But then—he saw! Rising behind the antlike creatures, the source of the explosions that had rocked the bar, a fire burning bright in the sky, dispelling clouds, casting a deathly glow over the swamps and the spaceport itself. Within its glow, Colt could dimly make out a sinuous body, a reptilian head with large diamond eyes, and thin, graceful wings … “What is that?” he said—whispered—and heard Sharol’s choked reply, “It’s a Sun Eater.”

The attackers parted, and through the open swathe of space, Colt could see the creature soaring high above, a sleek, beautiful being flying on wings of—so it seemed—pure song; and whose exact dimensions it was too difficult to make out, so brightly did it burn.

Graceful it might have been. Yet it was not free.

The antlike creatures had, somehow, tethered the Sun Eater to ropes of a metallic hue, and, like children flying a kite, were controlling it from the ground. “We cannot fight it!” Sharol said, and Colt said, “It’s beautiful …”

“We will die here, Earthman,” Sharol said, sounding resigned. But inside Colt, the coldness of battle was replaced with the heat of rage. Whatever these things were, however much they wanted to kill him—these were things he understood. Yet to enslave such a creature—such a spirit!—was to sin against nature itself.
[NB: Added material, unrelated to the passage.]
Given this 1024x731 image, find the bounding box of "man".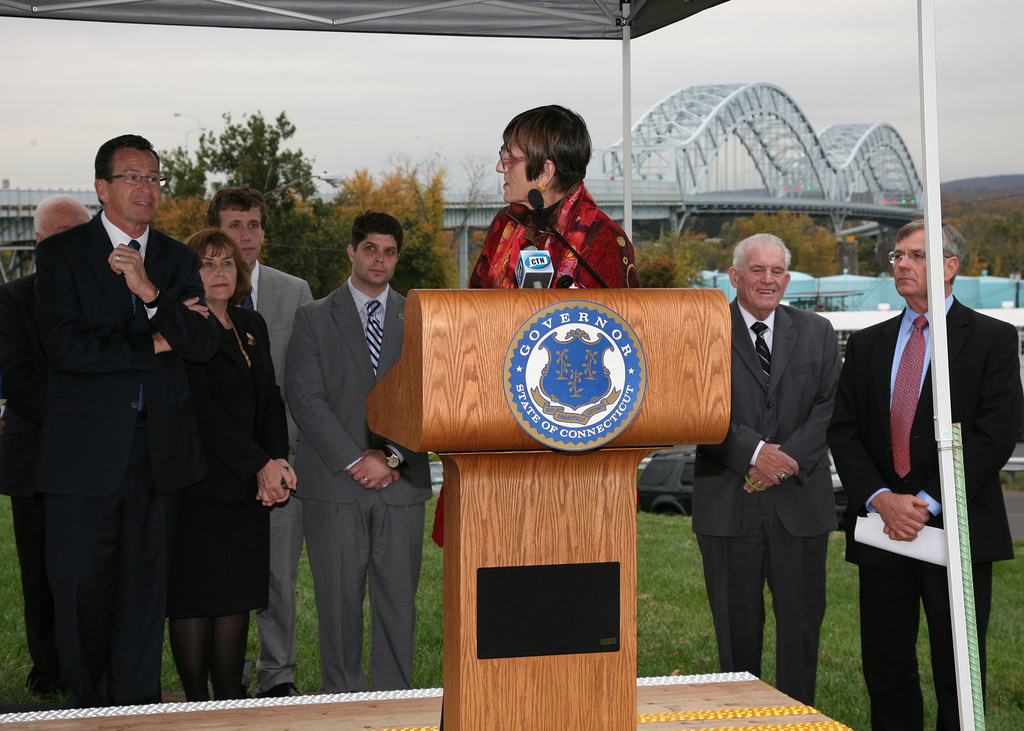
region(284, 211, 433, 691).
And he could not—would not!—allow it.

He threw Sharol his gun. The Venusian caught it. “Take care of the advance party,” Colt said. “Then follow me.”
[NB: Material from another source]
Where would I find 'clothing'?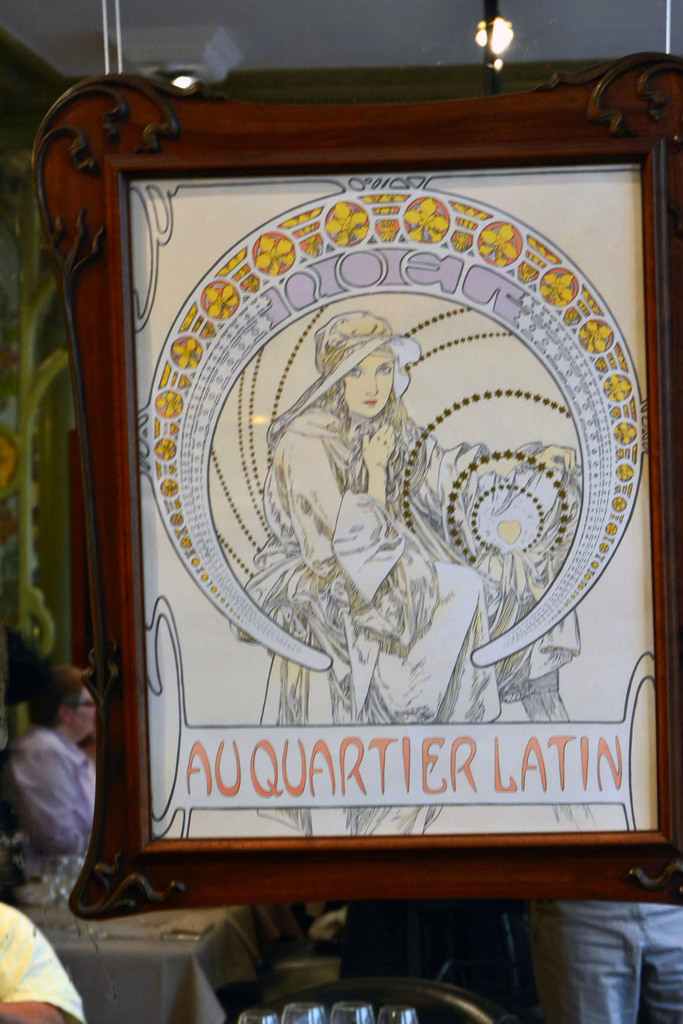
At [233,406,493,711].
“What are you going to do?”

“Set it free,” Colt said, and with that he was running, the rifle strapped to his back now in his hands. It was a Martian Corps carbine, manufactured for an old war in which Colt had once been a soldier, though it was unclear, to this day, on which side.
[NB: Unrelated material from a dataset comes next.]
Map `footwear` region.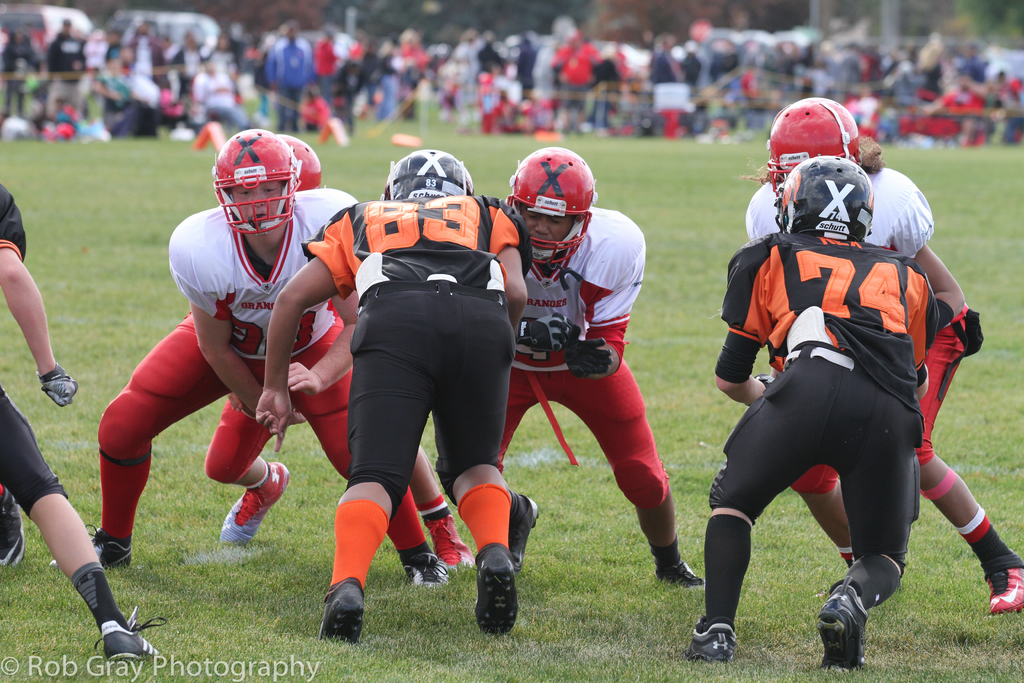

He came upon them like a Martian dust devil, a Fury as of some lost legend out of Lemuria or Mu, those continents of Earth now lost to the mists of time. The rifle barked, spewing fire. He watched one enemy fall, then another. Blaster fire singed the air and a pain crawled over Colt’s arm, a burning that made him cry out, but he did not drop the gun. Then he was in their midst, battering, kicking, slamming the butt of the rifle into the strange creatures’ featureless faces. They were machines, he thought, and memory returned, but he had no time for it, not now: he fired and punched, paying no heed to his own safety, watching only as the thin streaks of silver rope were let drift, one by one. Above him, slowly, the Sun Eater was rising higher into the air. It cried out then, a voice as pure as the water of a glacier. The remaining attackers came at Colt then with renewed fury, and he knew he was done for. They had surrounded him, they had beaten him down to the ground, in the Venusian mud he lay, looking up into a sky illuminated with an artificial sun. Is this how I die? he thought, not bitterly, but with a certain disappointment: he had always seen himself dying, at last, amidst the rolling green hills of Earth.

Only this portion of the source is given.